He would never be a suitable lover for Querelle in terms of
this narrative of idealised love as mimesis; and indeed, though
Querelle is aware of and exploits the lieutenant's love, it
is never consummated. In fact, non-mimetic love in the narrative
is characterized by the exploitation of a power relation.
It is this inequality of power relations which the subject
in Schranzer's schema fears, in its longing for an authentic
love, and thus an authentic self.
The personae of the Harlequin, and to a lesser extent, the
Minotaur and the schizophrene, operate in Schranzer's work
to elaborate upon the project of the speaking of the fragmented
self. These figures in general conflate to signify the ridiculousness
and monstrosity of a self that must perform at the periphery
of social discourse.
In his Rose period, Picasso combined attributes of the Harlequin,
originally a theatrical figure, with that of the saltimbanque,
a street acrobat, and the jester or fool, the medieval court
figure of entertainment and ridicule. The resultant figure,
sometimes portrayed with Picasso's facial features as in At
the Lapin Agile, served as an alter ego signifying both
his peripheral position in society as an artist, and as a
barometer of his domestic happiness or alienation (5).

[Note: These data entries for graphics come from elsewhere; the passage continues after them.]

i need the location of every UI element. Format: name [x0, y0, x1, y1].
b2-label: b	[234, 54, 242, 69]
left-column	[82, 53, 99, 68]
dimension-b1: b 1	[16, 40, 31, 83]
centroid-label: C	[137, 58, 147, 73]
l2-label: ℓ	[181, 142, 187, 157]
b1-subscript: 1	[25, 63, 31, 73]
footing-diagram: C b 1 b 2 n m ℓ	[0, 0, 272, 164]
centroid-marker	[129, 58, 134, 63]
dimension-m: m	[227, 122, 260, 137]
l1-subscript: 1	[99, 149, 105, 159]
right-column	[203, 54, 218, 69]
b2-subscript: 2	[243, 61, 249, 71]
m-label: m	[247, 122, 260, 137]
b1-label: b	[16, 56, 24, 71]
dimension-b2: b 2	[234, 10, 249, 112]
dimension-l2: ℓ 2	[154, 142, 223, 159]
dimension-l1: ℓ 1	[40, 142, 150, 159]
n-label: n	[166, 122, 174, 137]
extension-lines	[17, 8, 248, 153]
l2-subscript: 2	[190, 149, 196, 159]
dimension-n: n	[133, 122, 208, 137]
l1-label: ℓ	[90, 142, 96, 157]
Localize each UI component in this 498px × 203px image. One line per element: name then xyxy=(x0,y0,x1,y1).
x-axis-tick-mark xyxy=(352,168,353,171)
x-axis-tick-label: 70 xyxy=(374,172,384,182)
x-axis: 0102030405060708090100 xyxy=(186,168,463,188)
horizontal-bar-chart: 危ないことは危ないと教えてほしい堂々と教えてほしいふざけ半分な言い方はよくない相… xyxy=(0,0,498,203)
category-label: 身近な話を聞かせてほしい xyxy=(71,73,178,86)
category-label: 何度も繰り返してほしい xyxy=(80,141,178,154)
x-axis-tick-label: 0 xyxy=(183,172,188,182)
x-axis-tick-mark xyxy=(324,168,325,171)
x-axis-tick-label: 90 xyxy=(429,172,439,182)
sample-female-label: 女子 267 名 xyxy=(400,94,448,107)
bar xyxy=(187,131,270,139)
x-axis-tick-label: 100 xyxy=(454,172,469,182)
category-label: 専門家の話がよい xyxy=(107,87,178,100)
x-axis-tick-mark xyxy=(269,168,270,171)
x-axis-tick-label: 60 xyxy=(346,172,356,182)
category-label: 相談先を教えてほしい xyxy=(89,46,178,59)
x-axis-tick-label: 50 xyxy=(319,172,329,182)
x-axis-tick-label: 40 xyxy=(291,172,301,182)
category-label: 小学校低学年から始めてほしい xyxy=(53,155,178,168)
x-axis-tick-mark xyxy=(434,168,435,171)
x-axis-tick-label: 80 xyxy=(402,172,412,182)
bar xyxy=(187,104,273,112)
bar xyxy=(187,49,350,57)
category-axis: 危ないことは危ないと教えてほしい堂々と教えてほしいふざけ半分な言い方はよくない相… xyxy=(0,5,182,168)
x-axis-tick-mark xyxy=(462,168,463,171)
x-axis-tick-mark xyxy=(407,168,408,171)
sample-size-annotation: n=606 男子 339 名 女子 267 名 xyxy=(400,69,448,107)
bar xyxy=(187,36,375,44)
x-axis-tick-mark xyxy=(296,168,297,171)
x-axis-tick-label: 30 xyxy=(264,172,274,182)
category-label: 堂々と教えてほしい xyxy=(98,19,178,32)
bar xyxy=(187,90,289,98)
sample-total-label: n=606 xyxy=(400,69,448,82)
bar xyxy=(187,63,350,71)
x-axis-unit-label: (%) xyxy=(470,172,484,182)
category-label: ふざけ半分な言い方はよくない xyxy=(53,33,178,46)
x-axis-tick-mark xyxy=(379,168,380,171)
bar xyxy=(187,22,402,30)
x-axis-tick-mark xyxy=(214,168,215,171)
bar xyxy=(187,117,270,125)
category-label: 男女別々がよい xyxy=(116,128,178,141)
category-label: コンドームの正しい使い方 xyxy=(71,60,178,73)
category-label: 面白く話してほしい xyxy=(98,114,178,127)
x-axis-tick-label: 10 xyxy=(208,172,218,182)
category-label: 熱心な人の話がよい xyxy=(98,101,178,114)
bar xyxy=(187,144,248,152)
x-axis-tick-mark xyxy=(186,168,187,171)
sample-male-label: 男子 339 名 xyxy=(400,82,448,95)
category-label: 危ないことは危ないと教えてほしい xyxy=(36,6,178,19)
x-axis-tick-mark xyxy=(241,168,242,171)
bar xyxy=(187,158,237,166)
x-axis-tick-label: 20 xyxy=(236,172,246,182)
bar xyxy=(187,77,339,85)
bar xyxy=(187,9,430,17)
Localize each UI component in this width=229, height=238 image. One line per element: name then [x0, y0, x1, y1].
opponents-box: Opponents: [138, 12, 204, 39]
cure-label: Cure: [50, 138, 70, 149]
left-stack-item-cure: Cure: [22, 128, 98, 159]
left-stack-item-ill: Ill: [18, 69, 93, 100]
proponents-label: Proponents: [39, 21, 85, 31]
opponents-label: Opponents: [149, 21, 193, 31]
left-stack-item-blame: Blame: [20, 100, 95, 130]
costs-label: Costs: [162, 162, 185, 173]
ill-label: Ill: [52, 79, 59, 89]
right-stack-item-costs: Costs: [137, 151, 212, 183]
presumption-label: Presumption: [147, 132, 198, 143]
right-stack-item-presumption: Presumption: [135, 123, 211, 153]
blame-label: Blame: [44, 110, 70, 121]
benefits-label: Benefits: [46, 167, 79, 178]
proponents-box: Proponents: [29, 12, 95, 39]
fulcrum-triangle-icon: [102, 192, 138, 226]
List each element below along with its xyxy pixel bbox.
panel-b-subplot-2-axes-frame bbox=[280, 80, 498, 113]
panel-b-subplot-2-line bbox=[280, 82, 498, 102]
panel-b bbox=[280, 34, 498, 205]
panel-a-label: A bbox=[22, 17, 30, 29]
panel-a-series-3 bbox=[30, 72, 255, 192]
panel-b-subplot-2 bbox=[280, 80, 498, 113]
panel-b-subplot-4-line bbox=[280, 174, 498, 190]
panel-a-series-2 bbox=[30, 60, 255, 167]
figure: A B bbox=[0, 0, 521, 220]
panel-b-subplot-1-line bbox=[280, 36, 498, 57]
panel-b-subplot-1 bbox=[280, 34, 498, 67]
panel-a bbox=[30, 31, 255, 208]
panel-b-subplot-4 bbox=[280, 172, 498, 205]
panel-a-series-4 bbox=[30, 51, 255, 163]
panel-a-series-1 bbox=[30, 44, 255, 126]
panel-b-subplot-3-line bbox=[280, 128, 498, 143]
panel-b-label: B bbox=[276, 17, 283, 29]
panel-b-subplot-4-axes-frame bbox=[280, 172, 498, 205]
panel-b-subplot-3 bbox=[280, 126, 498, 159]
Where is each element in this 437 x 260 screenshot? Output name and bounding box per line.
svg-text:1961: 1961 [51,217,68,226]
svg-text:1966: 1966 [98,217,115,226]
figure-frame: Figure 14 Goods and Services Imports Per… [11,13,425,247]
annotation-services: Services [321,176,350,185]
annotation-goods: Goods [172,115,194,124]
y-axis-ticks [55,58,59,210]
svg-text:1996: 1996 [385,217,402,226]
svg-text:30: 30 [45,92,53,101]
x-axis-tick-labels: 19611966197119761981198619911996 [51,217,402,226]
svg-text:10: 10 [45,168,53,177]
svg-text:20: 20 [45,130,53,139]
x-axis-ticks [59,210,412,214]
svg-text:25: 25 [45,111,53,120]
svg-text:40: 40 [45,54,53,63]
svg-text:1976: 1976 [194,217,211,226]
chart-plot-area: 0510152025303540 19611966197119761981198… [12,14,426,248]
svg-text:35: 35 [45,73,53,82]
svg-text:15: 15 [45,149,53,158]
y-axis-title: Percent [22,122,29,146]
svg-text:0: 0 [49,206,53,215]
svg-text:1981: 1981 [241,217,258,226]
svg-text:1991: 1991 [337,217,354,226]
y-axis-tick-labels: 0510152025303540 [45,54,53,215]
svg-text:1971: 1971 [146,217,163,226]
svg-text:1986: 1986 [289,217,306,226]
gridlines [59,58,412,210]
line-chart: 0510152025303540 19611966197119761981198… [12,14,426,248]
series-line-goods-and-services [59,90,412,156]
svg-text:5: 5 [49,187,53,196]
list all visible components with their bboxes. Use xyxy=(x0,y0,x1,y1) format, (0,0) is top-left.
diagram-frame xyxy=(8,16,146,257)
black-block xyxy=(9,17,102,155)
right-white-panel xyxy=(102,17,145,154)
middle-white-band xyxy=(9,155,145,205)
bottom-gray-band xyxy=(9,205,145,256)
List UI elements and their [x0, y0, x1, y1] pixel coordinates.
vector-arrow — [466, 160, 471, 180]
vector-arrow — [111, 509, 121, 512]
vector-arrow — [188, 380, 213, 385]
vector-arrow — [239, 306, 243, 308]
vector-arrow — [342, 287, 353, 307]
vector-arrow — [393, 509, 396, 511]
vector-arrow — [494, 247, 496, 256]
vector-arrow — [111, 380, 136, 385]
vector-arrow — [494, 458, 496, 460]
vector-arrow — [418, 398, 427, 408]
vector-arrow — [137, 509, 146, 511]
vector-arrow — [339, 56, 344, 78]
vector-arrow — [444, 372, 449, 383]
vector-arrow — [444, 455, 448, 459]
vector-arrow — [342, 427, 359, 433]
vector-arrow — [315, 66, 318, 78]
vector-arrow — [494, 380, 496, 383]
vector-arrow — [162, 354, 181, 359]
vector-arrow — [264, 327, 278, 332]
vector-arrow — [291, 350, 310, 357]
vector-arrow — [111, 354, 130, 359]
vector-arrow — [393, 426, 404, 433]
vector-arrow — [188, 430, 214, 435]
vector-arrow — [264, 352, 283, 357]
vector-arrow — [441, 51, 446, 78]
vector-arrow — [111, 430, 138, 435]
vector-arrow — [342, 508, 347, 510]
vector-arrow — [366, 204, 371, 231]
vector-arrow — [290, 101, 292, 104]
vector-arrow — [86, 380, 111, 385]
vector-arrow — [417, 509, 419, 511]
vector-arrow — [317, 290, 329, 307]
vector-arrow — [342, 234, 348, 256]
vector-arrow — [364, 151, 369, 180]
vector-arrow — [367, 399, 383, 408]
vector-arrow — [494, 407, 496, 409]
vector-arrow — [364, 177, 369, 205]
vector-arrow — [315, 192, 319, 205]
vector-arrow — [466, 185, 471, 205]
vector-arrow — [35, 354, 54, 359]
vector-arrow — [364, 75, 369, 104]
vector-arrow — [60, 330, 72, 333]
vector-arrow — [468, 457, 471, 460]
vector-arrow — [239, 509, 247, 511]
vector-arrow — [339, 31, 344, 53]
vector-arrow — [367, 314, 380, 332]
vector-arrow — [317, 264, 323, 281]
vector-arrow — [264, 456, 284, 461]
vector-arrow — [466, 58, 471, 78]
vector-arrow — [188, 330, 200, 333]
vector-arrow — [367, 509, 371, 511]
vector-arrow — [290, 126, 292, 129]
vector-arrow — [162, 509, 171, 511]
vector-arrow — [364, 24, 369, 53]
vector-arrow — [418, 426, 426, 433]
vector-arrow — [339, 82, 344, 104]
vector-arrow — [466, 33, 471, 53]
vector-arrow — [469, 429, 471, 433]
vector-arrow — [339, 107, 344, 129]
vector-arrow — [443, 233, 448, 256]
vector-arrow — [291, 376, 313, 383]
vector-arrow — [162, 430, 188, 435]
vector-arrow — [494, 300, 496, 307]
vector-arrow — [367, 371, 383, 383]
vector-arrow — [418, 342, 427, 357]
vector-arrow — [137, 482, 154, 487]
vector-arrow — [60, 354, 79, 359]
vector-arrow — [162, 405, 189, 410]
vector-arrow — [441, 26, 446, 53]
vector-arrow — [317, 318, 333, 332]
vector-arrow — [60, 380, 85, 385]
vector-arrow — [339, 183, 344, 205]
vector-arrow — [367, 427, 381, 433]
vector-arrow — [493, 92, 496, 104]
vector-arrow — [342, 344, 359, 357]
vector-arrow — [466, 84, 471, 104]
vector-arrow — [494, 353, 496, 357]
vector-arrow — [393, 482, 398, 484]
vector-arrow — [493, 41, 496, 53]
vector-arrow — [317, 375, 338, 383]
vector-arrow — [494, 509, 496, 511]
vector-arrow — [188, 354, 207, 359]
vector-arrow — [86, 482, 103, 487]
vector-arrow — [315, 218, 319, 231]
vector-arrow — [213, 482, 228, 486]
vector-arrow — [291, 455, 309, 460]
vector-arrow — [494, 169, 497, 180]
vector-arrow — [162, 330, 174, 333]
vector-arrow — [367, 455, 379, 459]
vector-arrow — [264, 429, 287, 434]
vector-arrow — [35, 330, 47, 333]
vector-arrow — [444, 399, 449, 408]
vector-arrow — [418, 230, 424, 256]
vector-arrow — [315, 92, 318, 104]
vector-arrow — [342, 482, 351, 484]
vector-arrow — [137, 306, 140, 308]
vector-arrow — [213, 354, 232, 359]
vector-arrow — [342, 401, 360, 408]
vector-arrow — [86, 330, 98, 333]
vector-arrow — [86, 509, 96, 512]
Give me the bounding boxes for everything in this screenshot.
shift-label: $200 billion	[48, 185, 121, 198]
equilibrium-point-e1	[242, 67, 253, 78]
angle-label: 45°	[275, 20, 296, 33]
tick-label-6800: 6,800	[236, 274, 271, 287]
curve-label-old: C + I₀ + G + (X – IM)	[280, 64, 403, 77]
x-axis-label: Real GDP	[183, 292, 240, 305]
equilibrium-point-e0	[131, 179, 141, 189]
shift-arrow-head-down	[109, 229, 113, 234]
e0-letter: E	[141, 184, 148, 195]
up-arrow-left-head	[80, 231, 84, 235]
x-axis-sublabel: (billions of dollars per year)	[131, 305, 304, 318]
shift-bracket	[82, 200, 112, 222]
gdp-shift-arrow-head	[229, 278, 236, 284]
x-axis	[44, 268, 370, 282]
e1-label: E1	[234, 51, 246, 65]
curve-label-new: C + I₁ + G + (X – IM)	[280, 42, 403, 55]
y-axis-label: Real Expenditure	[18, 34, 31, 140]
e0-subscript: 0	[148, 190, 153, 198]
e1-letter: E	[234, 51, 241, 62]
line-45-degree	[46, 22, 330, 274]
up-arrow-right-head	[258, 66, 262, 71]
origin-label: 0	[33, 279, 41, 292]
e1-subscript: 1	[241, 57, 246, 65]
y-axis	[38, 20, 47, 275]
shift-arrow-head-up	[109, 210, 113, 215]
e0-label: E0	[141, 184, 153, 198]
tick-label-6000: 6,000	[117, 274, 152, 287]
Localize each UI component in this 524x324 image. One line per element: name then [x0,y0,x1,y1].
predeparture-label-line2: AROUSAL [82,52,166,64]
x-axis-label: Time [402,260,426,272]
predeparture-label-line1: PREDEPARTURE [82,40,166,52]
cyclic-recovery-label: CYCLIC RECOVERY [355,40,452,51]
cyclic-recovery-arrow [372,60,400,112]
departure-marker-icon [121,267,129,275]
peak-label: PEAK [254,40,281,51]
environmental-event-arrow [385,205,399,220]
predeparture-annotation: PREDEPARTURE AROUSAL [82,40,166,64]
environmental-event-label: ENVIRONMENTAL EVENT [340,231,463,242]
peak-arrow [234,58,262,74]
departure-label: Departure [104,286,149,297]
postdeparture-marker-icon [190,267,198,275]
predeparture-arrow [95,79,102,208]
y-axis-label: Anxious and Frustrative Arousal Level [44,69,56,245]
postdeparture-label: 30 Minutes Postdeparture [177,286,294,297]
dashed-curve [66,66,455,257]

Picasso's Minotaur, unlike the terrifying figure of classical
mythology, is a vulnerable figure, a playfully comic grotesque
who, just as he is sexually potent in some representations,
is portrayed as vanquished and wounded in others, his symbolic
castration all the more pathetic because his awe-inspiring
strength. Picasso's inspiration for this alter ego figure
came from his frequent contact with the ritual of the corrida,
or Spanish bullfight (6). In the ring, the bull's natural
strength and courage were used against him, such that the
greater his fight against his fate, the greater would be his
eventual punishment by the toreador, whose role was to ritualistically
exhaust, wound, and kill the bull. According to Gloria Fiero,
Picasso saw himself as in this situation, as a bull-man or
Minotaur (7). In a stage curtain design for Le Quartoze
Juillet, Picasso portrays a limp, vanquished Minotaur,
dressed in Harlequin's motley, slumped in the arms of a muscular,
bird-headed monster. This defeated creature, conflated with
the alienated role of the Harlequin, stands for Schranzer
as a significant embodiment of the separate spheres of alienation
in which the fragmented self moves and finds itself. In an
earlier painting of Schranzer's he renders the Minotaur as
an armless, horned boy. The figure is maimed incomplete, broken.
Clearly, to operate at the periphery of subjectivity, particularly
sexual subjectivity here, is to risk dismemberment: to risk
not only the perception cast upon this subject as incomplete
or grotesque, but a symbolic castration that removes the subject
from membership in the symbolic order. The marginalised subject
perceived thus is not allowed the space in which to speak.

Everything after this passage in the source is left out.